1. What is Pump and Dump?
Pump and Dump is a classic financial fraud scheme. Organizers artificially inflate the price of a security or token by spreading hype, misleading claims, or false information (the “pump”), then sell their holdings at the inflated price (the “dump”), leaving latecomers with heavy losses.
Official References
- U.S. Securities and Exchange Commission (SEC):
“Pump-and-dump schemes involve the touting of a company’s stock (or asset) through false or misleading statements to the marketplace. After pumping the stock, fraudsters quickly sell off their holdings, leaving investors with losses.”
Source: SEC – Pump and Dump Schemes - U.S. Commodity Futures Trading Commission (CFTC):
CFTC warns that pump-and-dump operations are widespread in virtual currencies due to low liquidity, making it easy for fraudsters to manipulate prices.
Source: CFTC – Pump-and-Dump Virtual Currency Scams
2. The NOJOB Token Case
Token Details
- Name: NOJOB
- Network: Solana
- Contract Address:
EBnYS6VszyJeTYcs5dpgsH9Mfuryn5rcbyz98ZmKwN3H
Data and Chart Sources
- Birdeye (price chart & trades): Birdeye – NOJOB
- Dexscreener (trading pairs): Dexscreener – NOJOB
- Dextools (pair explorer): Dextools – NOJOB Pair
3. Ali Hassani’s Role
First Promotion (September 2, 2025 – around 18:35)
Ali Hassani launched an aggressive campaign in Telegram channels:
- “Pump has started 💣💣💣”
- “200% pure profit already 😍”
- “Buy heavy with the contract address above and hold, price will 10x tonight 🚀”
📈 On Birdeye, the token spiked to around $0.14–$0.15. Within less than 24 hours, it collapsed to $0.04 (a 70%+ crash).
Second Promotion (September 4, 2025 – around 16:26)
After the crash, Hassani pushed the same token again with nearly identical hype:
- “It’s pumping time 😍😍😍”
- “Today is the storm, buy heavy and hold”
- “Pump game starts right now 🚀🚀”
📉 The chart shows a smaller secondary pump, followed again by a sharp dump to around $0.028–$0.03.
This demonstrates that the same worthless contract was used twice within three days to extract money from new victims.
4. Financial Analysis
- Market Cap: ~$123,000
- Liquidity: ~$148,000
- 24h Trading Volume: ~$36,000
- Ownership Concentration: Over 60% of tokens held in a single wallet
Estimated Fraud
- First Pump & Dump: $20,000–$30,000 extracted by the main wallet.
- Second Pump & Dump: Several thousand more withdrawn.
- Total Estimated Exit: $30,000–$40,000, potentially up to $70,000 if the full 60% wallet is sold.
5. Why Do People Still Follow Scammers?
One key reason pump-and-dump schemes keep working is the complicity of some retail investors. Many people know these projects are fraudulent and will eventually collapse, but they still participate, hoping to get in early and sell before the crash. In doing so, they stop being mere victims and become part of the fraud mechanism itself. This behavior enables scammers to continue, since the hope of “beating the system” makes ordinary people fuel and legitimize the scam.
6. Legal Assessment
Under SEC and CFTC definitions, Ali Hassani’s actions clearly qualify as financial fraud:
- Disseminating false and misleading information about guaranteed returns.
- Artificially manipulating price through concentrated token ownership.
- Extracting funds while latecomers suffer heavy losses.
If this conduct had occurred within U.S. jurisdiction, it would fall squarely under securities and commodities fraud enforcement.
7. Conclusion
The NOJOB token case exemplifies how traditional pump-and-dump fraud has migrated into the cryptocurrency space:
- Fraudsters like Ali Hassani exploit hype, fear of missing out (FOMO), and investors’ greed.
- Victims suffer major losses while organizers walk away with tens of thousands of dollars.
- The reuse of the same contract for multiple pump cycles shows just how brazen and exploitative these schemes can be.
This case underscores the urgent need for education, vigilance, and regulatory awareness to protect retail investors in decentralized markets.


:: Your instructions ::
Every line in the records below that holds the word "radius" is to be copied.

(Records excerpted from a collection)

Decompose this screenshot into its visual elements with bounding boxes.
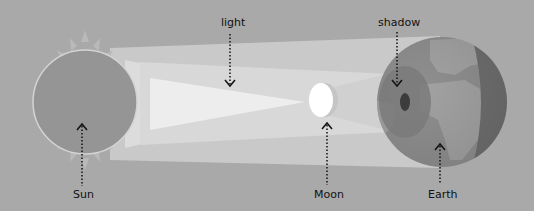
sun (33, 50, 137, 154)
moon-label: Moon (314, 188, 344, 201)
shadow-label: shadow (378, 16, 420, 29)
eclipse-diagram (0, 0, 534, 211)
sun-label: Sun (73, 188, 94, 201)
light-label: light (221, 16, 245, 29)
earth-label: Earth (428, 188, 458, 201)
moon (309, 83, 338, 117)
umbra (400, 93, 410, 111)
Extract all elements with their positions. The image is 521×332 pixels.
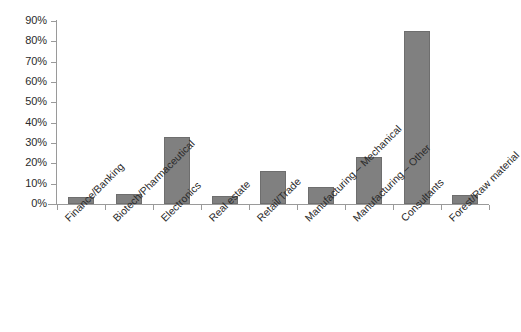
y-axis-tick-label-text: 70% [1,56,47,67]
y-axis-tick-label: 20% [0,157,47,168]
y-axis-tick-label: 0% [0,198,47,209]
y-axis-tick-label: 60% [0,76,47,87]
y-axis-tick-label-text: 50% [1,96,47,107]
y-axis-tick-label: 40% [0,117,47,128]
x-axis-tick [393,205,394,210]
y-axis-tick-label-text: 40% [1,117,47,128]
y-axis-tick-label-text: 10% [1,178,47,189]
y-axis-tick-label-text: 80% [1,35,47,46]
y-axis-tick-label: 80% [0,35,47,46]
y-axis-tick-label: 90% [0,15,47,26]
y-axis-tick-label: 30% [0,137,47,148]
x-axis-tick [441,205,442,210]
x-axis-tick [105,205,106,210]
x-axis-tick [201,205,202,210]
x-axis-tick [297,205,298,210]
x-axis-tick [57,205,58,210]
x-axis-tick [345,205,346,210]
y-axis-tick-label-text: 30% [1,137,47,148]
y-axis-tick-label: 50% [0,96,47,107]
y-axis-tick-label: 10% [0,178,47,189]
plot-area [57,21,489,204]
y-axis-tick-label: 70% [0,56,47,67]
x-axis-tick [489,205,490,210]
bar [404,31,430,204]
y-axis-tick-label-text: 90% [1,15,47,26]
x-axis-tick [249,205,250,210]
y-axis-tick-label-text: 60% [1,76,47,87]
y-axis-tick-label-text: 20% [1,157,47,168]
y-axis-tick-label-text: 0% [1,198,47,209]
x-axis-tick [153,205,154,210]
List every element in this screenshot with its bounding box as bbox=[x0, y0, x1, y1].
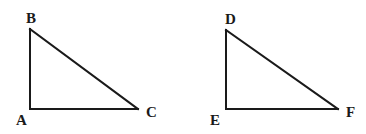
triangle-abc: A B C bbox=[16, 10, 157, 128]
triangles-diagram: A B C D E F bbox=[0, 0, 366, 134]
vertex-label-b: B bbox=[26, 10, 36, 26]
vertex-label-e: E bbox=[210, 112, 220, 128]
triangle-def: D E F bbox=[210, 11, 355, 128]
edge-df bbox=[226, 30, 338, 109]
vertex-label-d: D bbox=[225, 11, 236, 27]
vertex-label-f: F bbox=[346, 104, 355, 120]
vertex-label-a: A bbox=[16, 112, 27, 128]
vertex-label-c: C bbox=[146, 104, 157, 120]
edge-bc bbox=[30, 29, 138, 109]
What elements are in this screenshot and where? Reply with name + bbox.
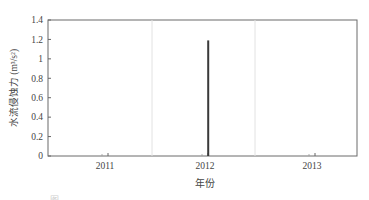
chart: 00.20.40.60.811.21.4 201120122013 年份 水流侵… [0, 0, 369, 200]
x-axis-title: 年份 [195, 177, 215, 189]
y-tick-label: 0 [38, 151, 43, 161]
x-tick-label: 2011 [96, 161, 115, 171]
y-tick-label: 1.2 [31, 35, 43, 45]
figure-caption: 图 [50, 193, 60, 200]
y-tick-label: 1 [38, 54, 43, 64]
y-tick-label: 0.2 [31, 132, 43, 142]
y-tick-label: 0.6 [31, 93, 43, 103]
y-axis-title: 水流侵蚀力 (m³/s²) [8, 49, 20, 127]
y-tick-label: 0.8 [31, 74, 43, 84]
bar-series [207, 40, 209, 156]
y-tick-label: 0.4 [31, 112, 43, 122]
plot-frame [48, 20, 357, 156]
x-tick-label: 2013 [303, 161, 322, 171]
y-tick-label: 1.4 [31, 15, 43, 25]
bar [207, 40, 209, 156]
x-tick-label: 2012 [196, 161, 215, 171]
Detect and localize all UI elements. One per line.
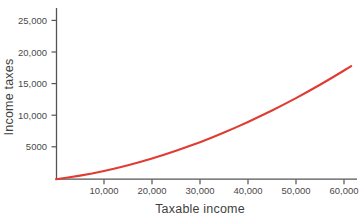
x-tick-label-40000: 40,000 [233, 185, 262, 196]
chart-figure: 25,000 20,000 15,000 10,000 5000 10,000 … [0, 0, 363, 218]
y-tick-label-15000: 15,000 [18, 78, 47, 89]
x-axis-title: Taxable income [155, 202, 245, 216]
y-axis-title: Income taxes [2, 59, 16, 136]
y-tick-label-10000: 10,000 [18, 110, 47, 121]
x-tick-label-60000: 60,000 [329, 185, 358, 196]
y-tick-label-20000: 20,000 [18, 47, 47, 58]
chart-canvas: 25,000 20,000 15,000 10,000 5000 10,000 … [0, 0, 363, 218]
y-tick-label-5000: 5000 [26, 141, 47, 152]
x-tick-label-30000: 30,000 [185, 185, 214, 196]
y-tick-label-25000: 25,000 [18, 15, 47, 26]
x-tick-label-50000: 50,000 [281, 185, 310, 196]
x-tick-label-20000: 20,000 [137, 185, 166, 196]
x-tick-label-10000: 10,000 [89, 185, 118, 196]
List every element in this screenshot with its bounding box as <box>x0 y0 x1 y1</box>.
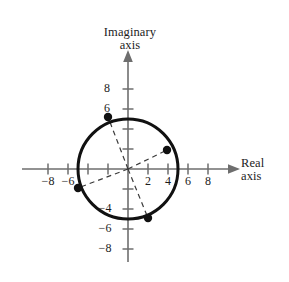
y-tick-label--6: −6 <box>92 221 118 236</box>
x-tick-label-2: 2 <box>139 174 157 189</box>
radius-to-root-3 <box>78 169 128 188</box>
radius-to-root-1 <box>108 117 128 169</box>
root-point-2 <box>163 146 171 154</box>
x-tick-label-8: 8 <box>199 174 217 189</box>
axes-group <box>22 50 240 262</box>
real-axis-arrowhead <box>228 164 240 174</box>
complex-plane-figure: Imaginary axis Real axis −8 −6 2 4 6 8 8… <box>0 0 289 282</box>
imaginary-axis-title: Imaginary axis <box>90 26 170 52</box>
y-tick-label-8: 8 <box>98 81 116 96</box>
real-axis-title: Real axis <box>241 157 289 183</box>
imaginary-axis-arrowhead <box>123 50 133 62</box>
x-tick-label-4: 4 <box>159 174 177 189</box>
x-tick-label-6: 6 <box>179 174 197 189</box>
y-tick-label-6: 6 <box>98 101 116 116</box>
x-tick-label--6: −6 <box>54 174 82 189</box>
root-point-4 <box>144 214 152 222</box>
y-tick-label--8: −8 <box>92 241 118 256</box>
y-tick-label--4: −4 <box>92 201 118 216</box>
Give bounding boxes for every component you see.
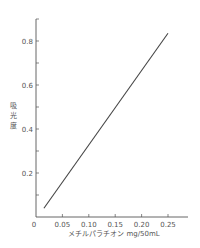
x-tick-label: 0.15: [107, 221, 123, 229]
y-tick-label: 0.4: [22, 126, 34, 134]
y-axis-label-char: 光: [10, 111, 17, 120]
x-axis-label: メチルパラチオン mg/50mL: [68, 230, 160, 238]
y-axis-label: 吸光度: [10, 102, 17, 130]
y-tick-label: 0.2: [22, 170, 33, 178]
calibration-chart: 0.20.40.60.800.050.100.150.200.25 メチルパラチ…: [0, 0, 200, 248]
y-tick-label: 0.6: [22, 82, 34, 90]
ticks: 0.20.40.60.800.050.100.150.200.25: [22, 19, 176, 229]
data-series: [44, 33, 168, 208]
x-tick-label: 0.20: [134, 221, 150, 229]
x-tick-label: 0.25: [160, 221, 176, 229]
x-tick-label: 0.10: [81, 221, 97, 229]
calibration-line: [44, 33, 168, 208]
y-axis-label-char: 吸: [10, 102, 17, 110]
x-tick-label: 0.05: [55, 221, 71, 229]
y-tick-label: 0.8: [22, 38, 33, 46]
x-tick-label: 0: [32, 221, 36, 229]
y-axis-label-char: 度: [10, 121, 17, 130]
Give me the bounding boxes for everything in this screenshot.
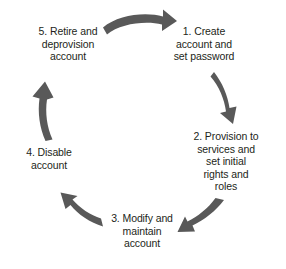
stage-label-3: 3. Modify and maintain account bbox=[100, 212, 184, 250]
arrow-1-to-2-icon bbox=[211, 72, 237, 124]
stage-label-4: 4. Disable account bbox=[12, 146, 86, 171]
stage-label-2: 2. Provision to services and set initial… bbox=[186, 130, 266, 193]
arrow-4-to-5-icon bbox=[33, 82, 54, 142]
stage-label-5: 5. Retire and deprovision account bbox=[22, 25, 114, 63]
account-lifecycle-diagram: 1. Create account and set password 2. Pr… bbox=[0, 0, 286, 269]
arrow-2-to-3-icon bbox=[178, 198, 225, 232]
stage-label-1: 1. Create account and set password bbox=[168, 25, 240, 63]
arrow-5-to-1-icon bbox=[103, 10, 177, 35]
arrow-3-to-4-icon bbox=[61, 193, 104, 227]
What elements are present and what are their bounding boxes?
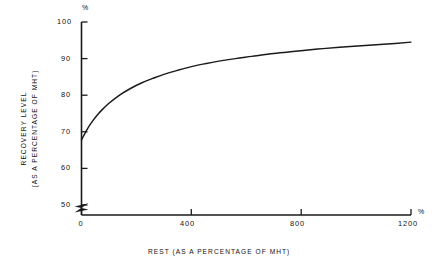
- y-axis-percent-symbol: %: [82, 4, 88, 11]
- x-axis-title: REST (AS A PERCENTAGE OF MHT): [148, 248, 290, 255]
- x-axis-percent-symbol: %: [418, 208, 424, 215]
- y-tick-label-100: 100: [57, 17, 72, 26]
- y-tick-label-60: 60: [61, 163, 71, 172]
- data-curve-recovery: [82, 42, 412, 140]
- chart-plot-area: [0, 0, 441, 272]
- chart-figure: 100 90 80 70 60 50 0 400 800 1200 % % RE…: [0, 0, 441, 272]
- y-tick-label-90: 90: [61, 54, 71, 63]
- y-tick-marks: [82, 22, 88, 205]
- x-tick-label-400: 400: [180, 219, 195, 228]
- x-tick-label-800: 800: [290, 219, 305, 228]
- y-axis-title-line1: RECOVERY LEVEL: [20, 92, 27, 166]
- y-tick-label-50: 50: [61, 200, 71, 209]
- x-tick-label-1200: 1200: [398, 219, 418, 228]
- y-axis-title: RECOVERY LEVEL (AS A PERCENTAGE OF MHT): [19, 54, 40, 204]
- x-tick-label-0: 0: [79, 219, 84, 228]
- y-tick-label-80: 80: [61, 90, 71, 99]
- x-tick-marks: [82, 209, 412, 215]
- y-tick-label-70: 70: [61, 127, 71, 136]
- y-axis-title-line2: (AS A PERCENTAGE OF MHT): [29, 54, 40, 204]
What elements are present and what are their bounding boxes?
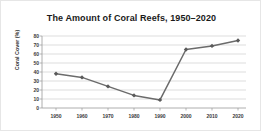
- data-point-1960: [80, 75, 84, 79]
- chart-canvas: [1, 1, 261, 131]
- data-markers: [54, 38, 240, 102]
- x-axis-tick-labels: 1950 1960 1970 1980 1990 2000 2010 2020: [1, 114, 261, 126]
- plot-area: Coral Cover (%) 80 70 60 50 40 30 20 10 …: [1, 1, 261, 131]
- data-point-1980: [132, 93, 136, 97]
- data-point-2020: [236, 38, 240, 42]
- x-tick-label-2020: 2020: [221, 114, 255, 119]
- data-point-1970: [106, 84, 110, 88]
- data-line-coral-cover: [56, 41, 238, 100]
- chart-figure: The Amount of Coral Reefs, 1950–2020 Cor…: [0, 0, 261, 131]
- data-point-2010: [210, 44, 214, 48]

:: Answer section ::
radius-to-root-3 <box>78 169 128 188</box>
radius-to-root-1 <box>108 117 128 169</box>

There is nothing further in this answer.